Now this is a weird one
We have a project where we are reading some data from an Excel spreadsheet. Obviously this data has to be in a certain format. Some of the fields consists of numbers, but should be treated as text.
To stop Excel from being "smart" and change the cell types, I have set the format in the respective cells to 'text'.
Now here is the problem: some of the numbers we're pasting have spacing between the digits. When we remove the white spaces, Excel change the cell format to 'standard' and turn the text into the 2.42805E+11 format.
BUT: this only happens when the text is copied from some sources. If a paste a number copied from a textbox, everything turn out fine when we edit the spaces. If we copy the exact same number from a web page, Excel change cell format.
I thought copy-paste would be copy-paste, but obviously some formating or something gets along on the ride.
Does anyone know what causes this, or know have to get Excel to stop being "smart" with the formating?
EDIT: I found a somewhat peculiar solution to this. I recorded a macro that uses the 'Paste Special' function with text as parameter, and overrided ctrl-v with it (in that particular spreadsheet). Works like a charm! Feels a bit "hacky", though. Can anyone think of a scenario where this will backfire?
Copy-paste in windows retains formatting. One way to get rid of the formatting is to paste the text into e.g. notepad first, then select and copy it again. This loses any copied formatting.

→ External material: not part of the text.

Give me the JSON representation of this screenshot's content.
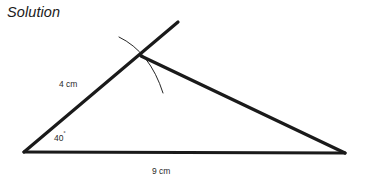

Try using the Edit Paste Special command, it will give you some controls to choose what to do with the data.
For a taste of the complexity of what is really going on underneath, look in MSDN about Clipboard Formats. In short, it isn't all Excel's fault...
A common user trick copying data out of excel is to paste it into Notepad and cut it back to the clipboard, which flattens all the formatting down to plain text. It won't help you for pasting data into Excel, however.